With the corporate sector due to put up pounds 9bn to pounds 10bn over the next 10 years to cover the predicted shortfall, actuaries report that many finance directors are asking if they are going to have to restart or increase contributions earlier than they thought.

Though most FTSE 100 companies contacted by The Independent yesterday said it was too early to say what they would do, analysts at BZW suggested before the Budget that among the companies likely to be hardest hit by the widely predicted changes would be British Steel, ICI, Rolls-Royce, British Telecom and British Aerospace. Martin Slack, senior partner of actuaries Lane Clark & Peacock, said yesterday that companies from all sectors were concerned and had started to contact the firm.

BT expects to have to top up its pension fund, while the Post Office suggested it might have to increase the price of stamps to cover an increase in contributions. But drugs companies Zeneca and Glaxo Wellcome, oil company Shell Transport and Trading and supermarkets group Asda said their funds were adequately funded for the immediate future.

The Post Office, which could see pounds 1bn knocked off the pounds 12bn value of its two funds, would not rule out an increase in the price of postage stamps as a result of the ACT move. It is seeking a meeting with the Department of Trade and Industry about how it can meet the cost, which it will find difficult despite recording record profits of pounds 577m last year. British Telecom, which had a pounds 800m surplus in 1995, is also expected to have to put further cash into its pounds 20bn pension fund.

The claims of shortfalls in pension funds brought a robust response from Alistair Darling, Chief Secretary to the Treasury. "It is not unexpected that the National Association of Pension Funds and others would pile in if any change at all were made in the system of taxation," he said.

Mr Darling claimed the combination of abolishing the dividend tax credit and cutting corporation tax would boost investment and profits and allow companies to make higher pension contributions, while the Chancellor, Gordon Brown, said: "The pension funds have very big surpluses. Indeed many companies have got pension holidays at the moment."

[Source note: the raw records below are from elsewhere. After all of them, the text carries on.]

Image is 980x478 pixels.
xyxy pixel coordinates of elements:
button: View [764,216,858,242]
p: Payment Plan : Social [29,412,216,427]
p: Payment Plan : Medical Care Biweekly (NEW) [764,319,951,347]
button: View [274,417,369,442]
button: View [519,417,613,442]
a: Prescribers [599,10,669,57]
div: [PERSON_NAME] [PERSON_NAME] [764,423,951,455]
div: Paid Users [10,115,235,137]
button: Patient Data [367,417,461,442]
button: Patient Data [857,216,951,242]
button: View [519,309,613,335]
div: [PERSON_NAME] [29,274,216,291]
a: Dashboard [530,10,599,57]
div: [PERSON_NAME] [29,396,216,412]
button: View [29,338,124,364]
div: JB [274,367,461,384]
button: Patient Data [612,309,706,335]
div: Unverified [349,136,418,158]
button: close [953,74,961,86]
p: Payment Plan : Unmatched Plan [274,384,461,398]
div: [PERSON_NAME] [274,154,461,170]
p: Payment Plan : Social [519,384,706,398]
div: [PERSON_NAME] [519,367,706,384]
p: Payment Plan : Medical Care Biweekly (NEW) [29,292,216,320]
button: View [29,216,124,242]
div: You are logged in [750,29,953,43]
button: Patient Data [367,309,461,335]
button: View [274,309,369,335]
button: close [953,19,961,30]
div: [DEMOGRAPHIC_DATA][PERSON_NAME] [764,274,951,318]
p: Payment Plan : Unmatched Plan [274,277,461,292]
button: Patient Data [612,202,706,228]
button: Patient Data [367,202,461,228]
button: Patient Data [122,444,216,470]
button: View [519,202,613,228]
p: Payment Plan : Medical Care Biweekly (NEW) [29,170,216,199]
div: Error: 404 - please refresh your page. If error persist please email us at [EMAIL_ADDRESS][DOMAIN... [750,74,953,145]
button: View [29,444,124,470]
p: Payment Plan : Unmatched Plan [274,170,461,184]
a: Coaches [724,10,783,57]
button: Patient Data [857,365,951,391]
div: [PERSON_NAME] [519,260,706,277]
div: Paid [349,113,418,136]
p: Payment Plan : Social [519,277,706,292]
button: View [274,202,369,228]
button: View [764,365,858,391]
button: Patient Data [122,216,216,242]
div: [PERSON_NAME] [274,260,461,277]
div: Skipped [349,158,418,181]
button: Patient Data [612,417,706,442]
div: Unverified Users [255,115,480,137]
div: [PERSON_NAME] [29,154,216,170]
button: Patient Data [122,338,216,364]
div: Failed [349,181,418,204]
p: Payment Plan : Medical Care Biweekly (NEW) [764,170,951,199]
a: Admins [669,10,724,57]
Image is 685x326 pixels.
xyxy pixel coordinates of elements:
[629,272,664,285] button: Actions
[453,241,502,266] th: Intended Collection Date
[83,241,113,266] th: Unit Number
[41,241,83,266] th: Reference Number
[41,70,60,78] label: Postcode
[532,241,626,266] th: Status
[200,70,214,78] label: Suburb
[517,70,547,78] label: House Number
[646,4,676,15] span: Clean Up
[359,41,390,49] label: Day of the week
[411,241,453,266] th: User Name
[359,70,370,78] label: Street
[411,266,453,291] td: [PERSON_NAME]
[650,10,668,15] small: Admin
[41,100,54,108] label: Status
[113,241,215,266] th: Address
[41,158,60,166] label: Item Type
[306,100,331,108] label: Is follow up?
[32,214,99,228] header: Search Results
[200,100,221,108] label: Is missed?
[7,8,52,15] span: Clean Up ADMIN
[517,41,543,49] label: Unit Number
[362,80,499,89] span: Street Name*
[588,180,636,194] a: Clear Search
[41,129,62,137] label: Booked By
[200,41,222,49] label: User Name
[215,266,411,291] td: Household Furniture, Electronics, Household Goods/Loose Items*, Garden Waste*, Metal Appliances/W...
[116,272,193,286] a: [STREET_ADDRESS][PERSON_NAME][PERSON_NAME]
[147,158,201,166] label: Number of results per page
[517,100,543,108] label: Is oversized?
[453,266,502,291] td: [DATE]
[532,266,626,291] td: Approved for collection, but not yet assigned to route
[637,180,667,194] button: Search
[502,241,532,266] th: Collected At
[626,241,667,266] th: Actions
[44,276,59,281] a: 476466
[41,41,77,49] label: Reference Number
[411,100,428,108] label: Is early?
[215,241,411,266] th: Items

The reduction in tax on profits from 33 to 31 per cent was an "attempt to sugar the pill" said one financial adviser, but its benefits were far outweighed by the 1.5 to 2 per cent addition to wage costs that companies seeking to maintain pension funding would have to meet. Tax experts have also repeated suggestions that the move, which the Treasury says will raise more than pounds 5bn a year, will reduce rather than increase investment by diverting funds.

Organisations with final-salary schemes will be legally obliged to increase contributions to meet existing and future liabilities. But a further move away from final-salary schemes to money-purchase plans is widely predicted.